A collection that feels personal - even imperfect - will always have more character than one that looks algorithmically curated.
There’s something quietly magnetic about collectors who mix it up - a quirky Seiko next to a Tank, a Sinn beside a Submariner - pieces that tell their story, not someone else’s. On the other hand, seeing a collection that looks like a carbon copy of another’s? Sometimes it feels like the collector outsourced their taste.
Inspiration vs. Imitation
We all take inspiration from others - that’s what makes this hobby so wonderful. The community, the conversations, the mutual admiration which I love on Instagram and in person. But inspiration and imitation are two entirely different things.
Figure out what you like and, more importantly, why you like it. That “why” is the compass that separates originality from mimicry.
Final Thought
At the end of the day, collecting watches is about time, and time’s too short to spend living someone else’s taste, its also too short to worry about these ramblings I am on.
So, learn from others, I certainly have - admire freely, imitate occasionally, but ultimately, carve your own path and yes it takes time.

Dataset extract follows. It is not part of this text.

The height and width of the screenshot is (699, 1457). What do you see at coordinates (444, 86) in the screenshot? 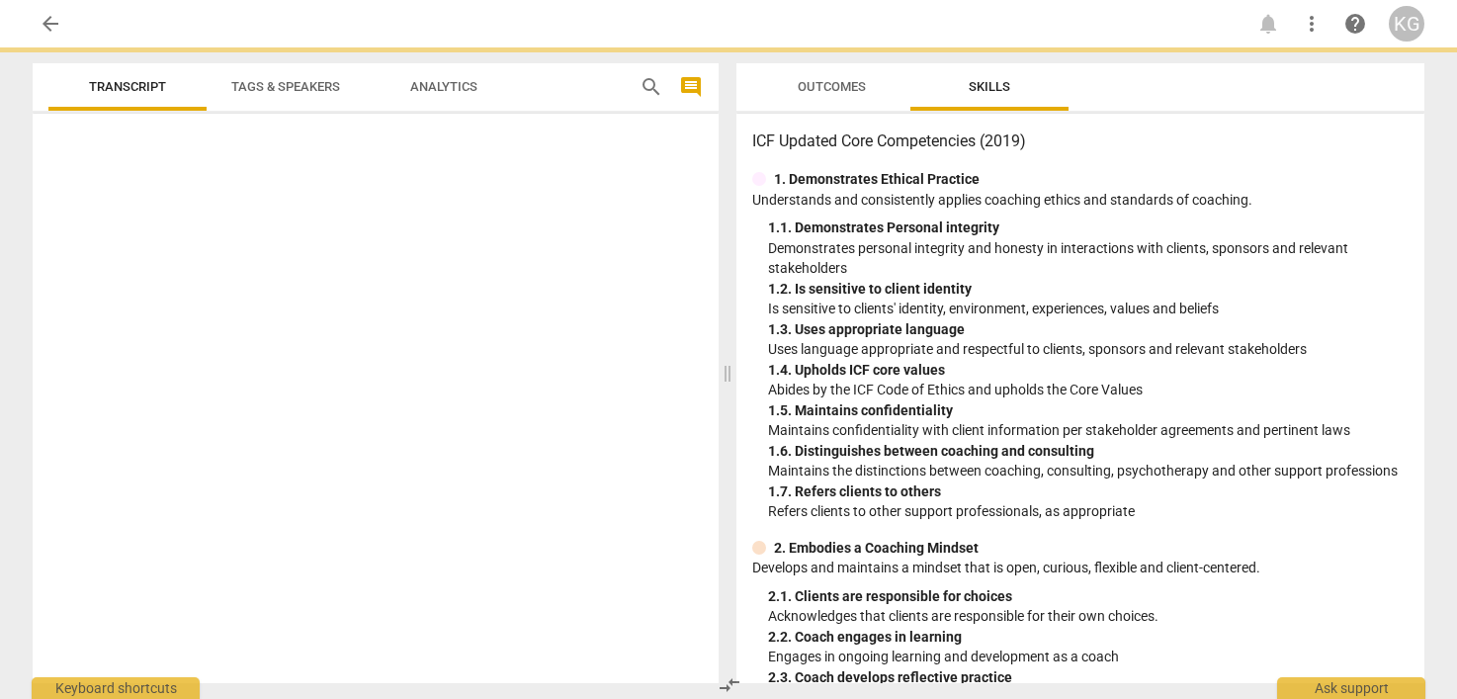
I see `span: Analytics` at bounding box center [444, 86].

We are all learning. Because the most interesting collections aren’t the ones that follow trends they are the ones that tell stories that only you could have written.
Perhaps I’m overanalysing this, and originality is an illusion in the world of watch collecting.
I’ve purchased watches because I’ve seen them on other people - I will admit that straight up. I’m not here pretending I’m above influence. But there’s a fine line between being inspired and buying something purely to imitate. Maybe this post makes no sense at all and maybe I’m being completely contradictory - and that’s okay too, after all.. Isn't that similar to the watch world?